Making others suffer
Beating, tying up upside down, leaving in extreme cold, depriving of food, then refusing any medical assistance — these are the least cruel ways of torture that kapos would inflict upon other prisoners in Russia. Leaked videos from the body cam archives of the Russian Federal Penitentiary Service seem to prove that observation.
One of the projects to seek and obtain such videos is gulagu.net. Its YouTube channel counts, to this day, 1,416 videos and more than 469 hours of watch time. By selecting the subset of the first 250 videos ranked by popularity, with views ranging from six million to 85 thousand, some patterns start to emerge. Even though the subset makes up only 17.7% of the channel’s video archives (133 hours of watch time), this data is enough to underline the fact that non-psychological torture is a Russian favorite. The obtained statistics show this, and much more.

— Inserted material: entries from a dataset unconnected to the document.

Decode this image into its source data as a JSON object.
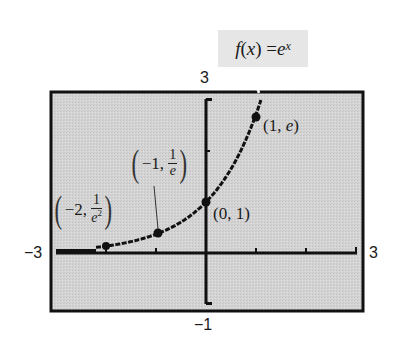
{
  "chart_data": {
    "type": "line",
    "title": "",
    "function_label": {
      "prefix": "f",
      "arg": "x",
      "equals": "=",
      "base": "e",
      "exponent": "x"
    },
    "xlabel": "",
    "ylabel": "",
    "xlim": [
      -3,
      3
    ],
    "ylim": [
      -1,
      3
    ],
    "window_labels": {
      "xmin": "−3",
      "xmax": "3",
      "ymin": "−1",
      "ymax": "3"
    },
    "x_ticks": [
      -3,
      -2,
      -1,
      0,
      1,
      2,
      3
    ],
    "y_ticks": [
      -1,
      0,
      1,
      2,
      3
    ],
    "grid": false,
    "legend": "none",
    "series": [
      {
        "name": "f(x) = e^x",
        "x": [
          -3,
          -2.5,
          -2,
          -1.5,
          -1,
          -0.5,
          0,
          0.5,
          1,
          1.0986
        ],
        "y": [
          0.05,
          0.08,
          0.135,
          0.223,
          0.368,
          0.607,
          1,
          1.649,
          2.718,
          3
        ]
      }
    ],
    "highlighted_points": [
      {
        "x": -2,
        "y": 0.135,
        "label_x": "−2",
        "label_num": "1",
        "label_den": "e",
        "label_den_exp": "2"
      },
      {
        "x": -1,
        "y": 0.368,
        "label_x": "−1",
        "label_num": "1",
        "label_den": "e",
        "label_den_exp": ""
      },
      {
        "x": 0,
        "y": 1,
        "label": "(0, 1)"
      },
      {
        "x": 1,
        "y": 2.718,
        "label": "(1, e)"
      }
    ],
    "colors": {
      "plot_background": "#d2d2d2",
      "frame": "#111111",
      "curve": "#111111",
      "label_box": "#e6e6e6",
      "text": "#1a1a1a"
    }
  },
  "labels": {
    "xmin": "−3",
    "xmax": "3",
    "ymax": "3",
    "ymin": "−1",
    "point_neg2": {
      "open": "(",
      "x": "−2,",
      "num": "1",
      "den": "e",
      "exp": "2",
      "close": ")"
    },
    "point_neg1": {
      "open": "(",
      "x": "−1,",
      "num": "1",
      "den": "e",
      "close": ")"
    },
    "point_0": "(0, 1)",
    "point_1_open": "(1, ",
    "point_1_e": "e",
    "point_1_close": ")",
    "fn": {
      "f": "f",
      "open": "(",
      "x": "x",
      "close": ") = ",
      "e": "e",
      "exp": "x"
    }
  }
}
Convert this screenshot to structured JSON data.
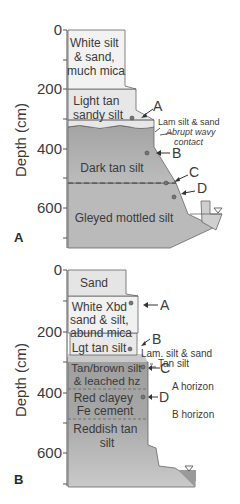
{
  "axis": {
    "label": "Depth (cm)",
    "ticks": [
      "0",
      "200",
      "400",
      "600"
    ]
  },
  "panelA": {
    "id": "A",
    "layers": [
      {
        "name": "white-silt-sand",
        "lines": [
          "White silt",
          "& sand,",
          "much mica"
        ],
        "color": "#f1f1f1"
      },
      {
        "name": "light-tan-sandy-silt",
        "lines": [
          "Light tan",
          "sandy silt"
        ],
        "color": "#e6e6e6"
      },
      {
        "name": "dark-tan-silt",
        "lines": [
          "Dark tan silt"
        ],
        "color": "#a9a9a9"
      },
      {
        "name": "gleyed-mottled-silt",
        "lines": [
          "Gleyed mottled silt"
        ],
        "color": "#b9b9b9"
      }
    ],
    "annotations": {
      "lam": "Lam silt & sand",
      "contact1": "Abrupt wavy",
      "contact2": "contact"
    },
    "samples": [
      "A",
      "B",
      "C",
      "D"
    ]
  },
  "panelB": {
    "id": "B",
    "layers": [
      {
        "name": "sand",
        "lines": [
          "Sand"
        ],
        "color": "#e4e4e4"
      },
      {
        "name": "white-xbd-sand-silt",
        "lines": [
          "White Xbd",
          "sand & silt,",
          "abund mica"
        ],
        "color": "#f0f0f0"
      },
      {
        "name": "lgt-tan-silt",
        "lines": [
          "Lgt tan silt"
        ],
        "color": "#e8e8e8"
      },
      {
        "name": "tan-brown-silt",
        "lines": [
          "Tan/brown silt",
          "& leached hz"
        ],
        "color": "#a8a8a8"
      },
      {
        "name": "red-clayey",
        "lines": [
          "Red clayey",
          "Fe cement"
        ],
        "color": "#a0a0a0"
      },
      {
        "name": "reddish-tan-silt",
        "lines": [
          "Reddish tan",
          "silt"
        ],
        "color": "#c4c4c4"
      }
    ],
    "annotations": {
      "lam": "Lam. silt & sand",
      "tan": "Tan silt",
      "a_horizon": "A horizon",
      "b_horizon": "B horizon"
    },
    "samples": [
      "A",
      "B",
      "C",
      "D"
    ]
  }
}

From 320 mentions of torture of any kind extracted from YouTube subtitles, 299 of them referred to physical harm. Apart from conventional fists and police batons, there were mentions of smoothing irons, hockey sticks, baseball bats, but also of more improvisational bricks in a boot, soap in a sock, or stuffing metal nails into one’s mouth. People with chronic diseases, like tuberculosis or epilepsy, would not be treated differently either. As a result, at least 6% of such beatings end up in death, and 5.4% suffer from broken arms, lost teeth, or damaged kidneys, liver, and genitalia.
Tying up and then leaving inmates alone for 2-3 days can be psychologically challenging as well. Around every tenth of Russian prisoners go through that. Positions can vary from seated to crucifixion and inversion (upside down). Some accounts from detention center N°6 in Kamchatka mention handcuffing a prisoner in the crucifixion position after opening his veins.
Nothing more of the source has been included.